Judaism:
The Jewish People
The story of the Jewish people traditionally begins about 1,800 BCE with the birth of Abraham (originally named Abram), whose insight was that the entire universe was the work of a single Creator. Then “… the one true Creator that Abram had worshipped called to him and made him an offer: if Abram would leave his home and his family, then G-d would make him a great nation and bless him. Abram accepted this offer, and the b’rit (covenant) between G-d and the Jewish people was established. (Gen. 12).” Jewish Virtual Library.
The historian Karen Armstrong in her book The Great Transformation tells us that, although we know very few details, the collapse of Canaan at the end of the Bronze Age appears to have been very gradual. “The large city-states of the coastal plain, which had been part of the Egyptian empire since the fifteenth century, disintegrated one by one as Egypt withdrew—a process that could have taken over a century.” This left dispossessed peoples roaming the highlands of Canaan in search of employment and security. They eventually created a network of new settlements in the highlands, that stretched from the lower Galilee in the north to Beersheba in the south.
Centuries passed before anything formal was written down about the formation and birth of Israel. Then, in the sixth century BCE while exiled in Babylon, an elite group of poets, prophets, and priests would create, embellish, change, reinterpret and add to a narrative that would unify and inspire these disparate peoples, and account for their troubled past. To quote Armstrong: “The biblical writers were not attempting to write a scientifically accurate account that would satisfy a modern historian. They were searching for the meaning of existence. These were epic stories, national sagas that helped the people to create a distinct identity.”
Their story would unify around an original ancestor, Abraham (Abram), who came from Ur in Mesopotamia, and who, at Yahweh’s (God’s) request, settled in Hebron in Canaan. In Genesis 12:1-3 we learn that God promised the patriarch that he would make Israel a mighty nation and give them the land of Canaan as their own. “I will make of you a great nation, and I will bless you and make your name great, so that you will be a blessing. I will bless those who bless you, and him who dishonors you I will curse; and in you all the families of the earth shall be blessed.” (Genesis 12:1–3 ESV)
Strong words from the God with whom a comparatively small group of people would need to maintain a monotheistic relationship in a pantheistic world of competing gods and their more-established kingdoms.
Scholars draw mainly on three sources to reconstruct the history of ancient Israel—archaeological excavations, the Hebrew Bible and other ancient texts. An inscription on the victory stele of Pharaoh Mernepteh (c. 1210) mentions a military campaign in the Levant during which Merneptah “laid waste Israel” among other kingdoms and cities in the region. This is the earliest written reference we have.
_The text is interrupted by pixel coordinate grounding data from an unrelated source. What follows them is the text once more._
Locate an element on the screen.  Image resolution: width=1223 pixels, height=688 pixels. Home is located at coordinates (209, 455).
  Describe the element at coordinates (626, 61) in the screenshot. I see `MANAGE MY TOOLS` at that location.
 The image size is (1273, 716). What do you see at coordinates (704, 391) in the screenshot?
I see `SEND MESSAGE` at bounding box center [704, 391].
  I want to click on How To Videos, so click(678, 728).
The Bible presents a problem as far as historical accuracy goes, mainly because it was never intended to be a literal history.
About 1250 BCE, a group of Canaanite refugees fled slavery in Egypt. The story of their Exodus bound the ancient Israelites together and is celebrated to this day at Passover. In their minds, their God had triumphed over the might of Egypt and allowed Moses to lead his people to safety. This traditional story tells us that Moses then receives God’s laws on Mount Sinai and brings them down to the people, only to find the Israelites worshipping a golden calf. Moses becomes angry and smashes the tablets on which the laws are written. Admonishing Israel, he returns to the mountain and obtains a new set of tablets which he gives to the people, placing them in the Ark of the Covenant for safekeeping. Thereafter, the Ten Commandments served as a sacred bond between the Israelites and their God.
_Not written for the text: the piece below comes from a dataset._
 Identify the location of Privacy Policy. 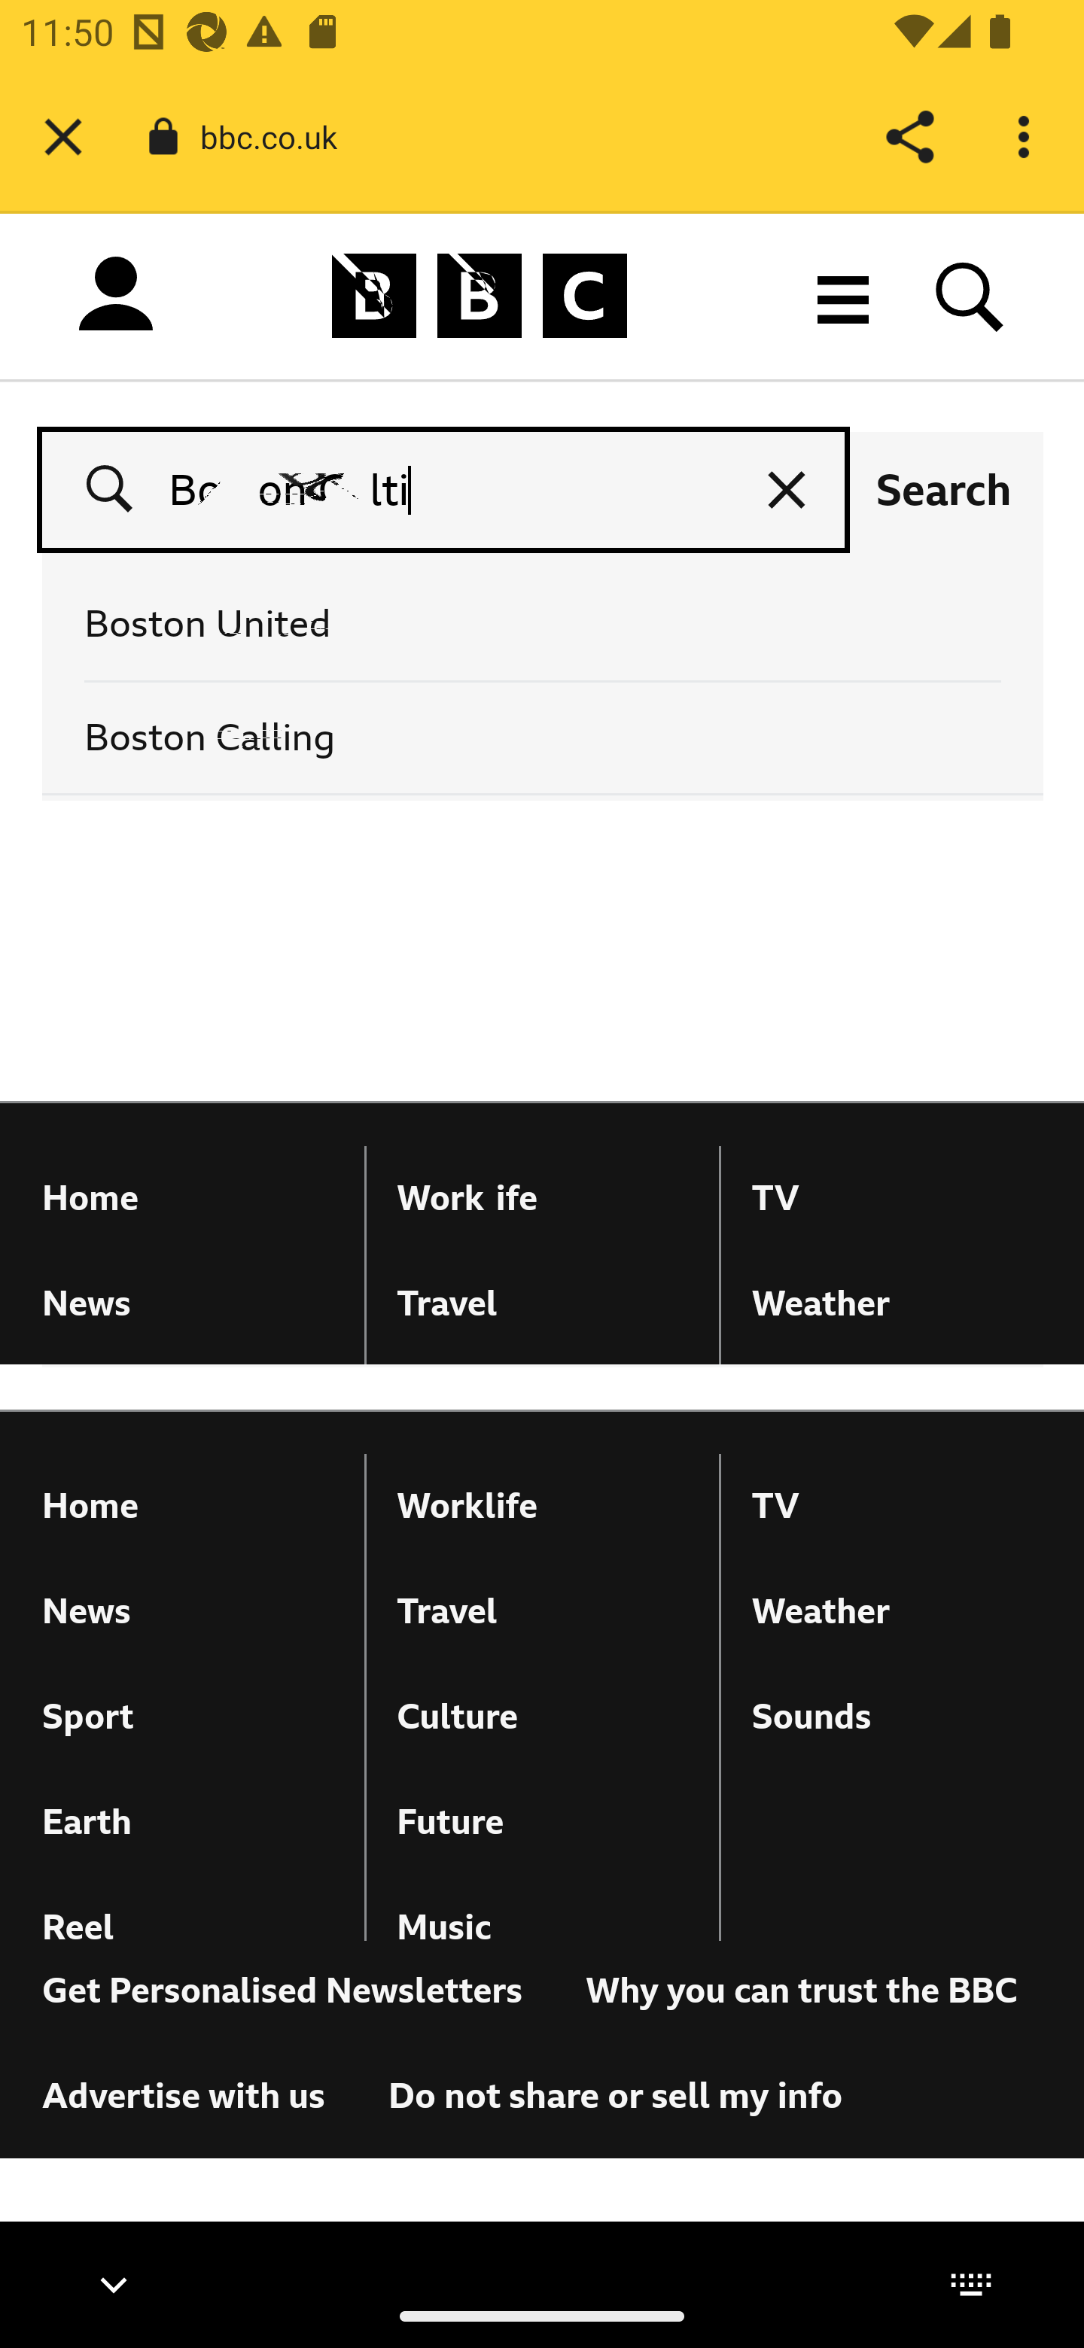
(733, 2087).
The Hebrew Bible has several contradictory accounts of which laws the Israelites were given by God, how many they received, and where and when they got them. The version above was recorded at least six centuries later, during the Axial Age. Israel Finkelstein and Neil Asher Silberman in their book The Bible Unearthed: Archaeology’s New Vision of Ancient Israel and the Origin of Its Sacred Texts contend that these events most likely never happened: “…the Exodus narrative reached its final form around 650–550 BCE. Between 640 and 630 BCE the Assyrians withdrew from Canaan and were replaced by the Egyptians. It was Egyptian domination that was the basis for Exodus, which was really a story about the growing conflict between the Israelites and the Egyptians during the seventh century. Somehow those who wrote it projected the events back several centuries in time.”
Three centuries later civil war split Israel into two states, Israel and Judah, that collectively became known asam Yahweh—the people of God. Yahweh was their divine warrior, and these were warring times. But, as is typical of pre-Axial societies, the vast majority also turned to other gods for solutions to different problems. King Ahab, under the influence of Queen Jezebel, allowed Phoenician gods to infiltrate the land, especially the goddess Astarte and Ba’al, the god of harvests. In spite of the admonitions of prophets such as Elijah insisting on the exclusive worship of Yahweh, the Israelites would not become a monotheistic people until the height of their Axial period in the late 6th century BCE.